Better information makes drugs markets work better: so why not legalise them to make them work even better?
Over at Quartz there's a fascinating piece where the economist meets the pot dealer. And the two discuss how the dark net, the use of Tor and illicit drugs markets on it, improve the markets for drugs. Now, of course, it's entirely possible to insist that drugs are fer' the devil and we should simply stamp it all out. And given that no human society yet has managed to do that that's probably not going to be successful. That idea also doesn't address our own belief that consenting adults should be allowed to ingest what consenting adults wish to ingest: it is, after all, their own body doing the ownership and we're all pretty sure these days that no one, not even the state, owns the body of a consenting adult other than that consenting adult. Given those two, it is therefore interesting to see what happens when dealers need to stand by their product and reputation is important:
The root cause of this market inefficiency is information asymmetry. You don’t know how good an illegal drug is until you consume it, and you can’t turn to the law to enforce agreements, return a substandard product, or complain to your dealer if he tries to rob you. That prevents price discovery and risk compensation, key features of a well-functioning market.

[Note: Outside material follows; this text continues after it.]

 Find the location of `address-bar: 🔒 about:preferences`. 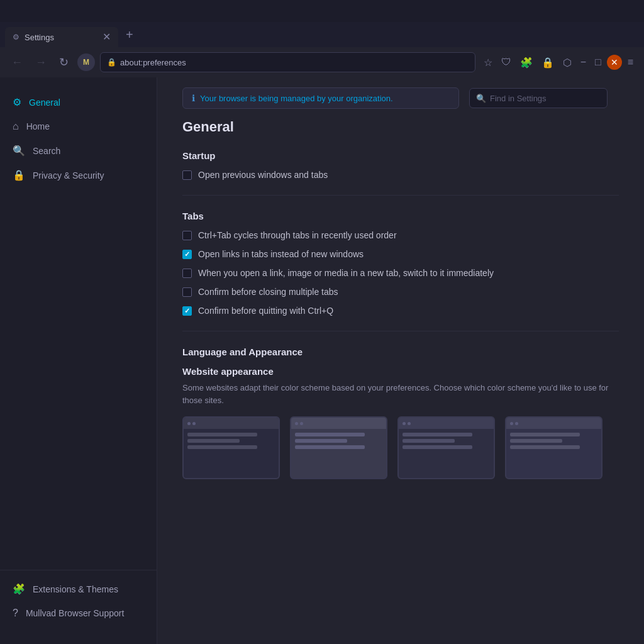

What makes the dark web a game-changer is that it has those features. Suppliers have detailed reviews on their product, the market is competitive, and people can shop around easily. Aspiring sellers struggle to get a foothold without a history of good reviews; sometimes they offer special deals and an easy exchange policy in return for good reviews. And the markets are global, so it’s possible to see prices in other countries. All this produces a well-behaved price distribution like the one you’d find in any functional, legal market.

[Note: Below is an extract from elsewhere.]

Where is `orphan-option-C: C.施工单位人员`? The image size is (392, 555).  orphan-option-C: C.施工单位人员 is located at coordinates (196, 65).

Assuming that those are all features that we'd like to have where consenting adults do as consenting adults do, that's a good argument for the legalisation, not just the decriminalisation, of drugs. For while these illegal markets do work by reputation, just as brands do for many consumer items (and in exactly the same manner too) it is of course better to have such promises baked up by the usual resources of the civil law.
as above, some part of the opposition to the taking of drugs is simply this idea that people shouldn't. Which is a projection of personal desires onto the lives of other which we do not think has a part of a liberal society. Once that is over come then we want the provision of whatever it is to be as efficient and simple, with the greatest consumer protections, as possible. And given the way that these illegal markets are developing, we can see how they would continue to develop if legal. Towards being markets much like those for toothpaste and canned soup. Reliant upon reputation, delivery, quality, rather than who has the most and most violent thugs to control a particular territory.
We find it difficult to imagine why anyone would be against such beneficial developments quite frankly.